I was wooed consistently through the latest trailer for RoadCraft, Saber Interactive’s follow-up to Expeditions: Mudrunner about rebuilding infrastructure across global disaster zones, but it was the phrase “mobile quarry” that convinced me Roadcraft is the one. Quarries, as you may know, are generally static affairs, given they are literally the ground. But RoadCraft’s portable mineral deposit lets you take a little chunk of our planet with you, processing the stone and refilling your trucks on the fly. Put a ring on it, Saber Interactive.
In all seriousness, I’ve had my eye on RoadCraft since it was announced last year, having always liked Saber’s grungy offroad vehicle simulators, especially as they’ve become more goal-oriented. As this latest in-depth trailer demonstrates, RoadCraft pushes hard in this area, tying all the series’ ideas together under the theme of restoring industries and logistics networks across eight different biomes affected by natural disasters.
Unlike other offroading games, RoadCraft involves not only navigating difficult terrain, but actively altering it to make travel easier. As the trailer demonstrates, you’re able to clear debris with bulldozers and cranes, chop down trees, and build your own roads by dumping loads of sand and asphalt onto terrain and then smoothing it over with a big chugging steamroller. RoadCraft is apparently built on an entirely new engine with overhauled physics that simulates granular materials. There’s a clip toward the end of the trailer that shows a truck crossing a massive pile of sand, so presumably you’ll be able to get fairly creative with this system.

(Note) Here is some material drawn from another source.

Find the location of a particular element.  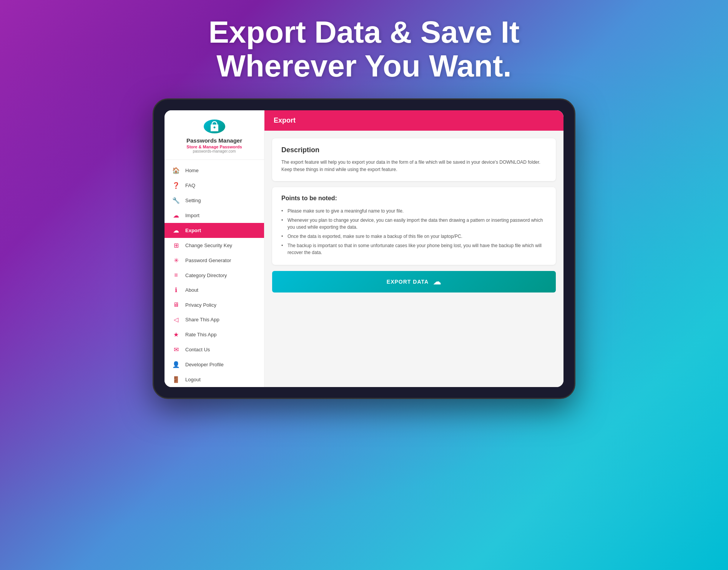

Yet RoadCraft isn’t just about moving stuff around yourself. There’s also a resource management system and a sprinkling of Factorio-inspired automation, both of which the new trailer sheds light on. The debris you clear from disaster zones can also be collected and repurposed to manufacture new materials that aid your rebuilding project, like making concrete for building foundations and bridges. You also don’t have to ferry everything around yourself, but are instead able to create logistics convoys and program their routes via a “precision waypointing system”. This lets you dot out waypoints along routes of your choice from an overhead perspective. It doesn’t show how resources are moved from processors to vehicles, though I wouldn’t expect it to be as visibly elaborate as, say, Satisfactory.
What intrigued me most of all, though, are the Thunderbirds-ass vehicles you’ll be driving around. The mobile quarry is one of these, but there’s also the ‘cable-layer’, a bizarre-looking truck with a giant spool at the front and a wedge-shaped scoop at the back, presumably for covering the laid cable with earth. Also shown is a Mars rover-ish mobile crane for transporting and laying down wooden logs, as well as a tank-like vehicle shown pulling open a gate with a tow-cable.
If I went back in time and showed this trailer my six-year-old self, his head would probably explode. Then again, I’m perilously close to middle age and after seeing this video my brain feels close to bursting anyway. RoadCraft could still prove rubbish, of course, though everything shown so far looks superior to last year’s Expeditions: A Mudrunner Game, which was a serviceable but unremarkable spinoff.
Either way, we’ll find out when RoadCraft arrives on May 20, which is just five days after Doom: The Dark Ages. In other words, it’s time to book in my second childhood.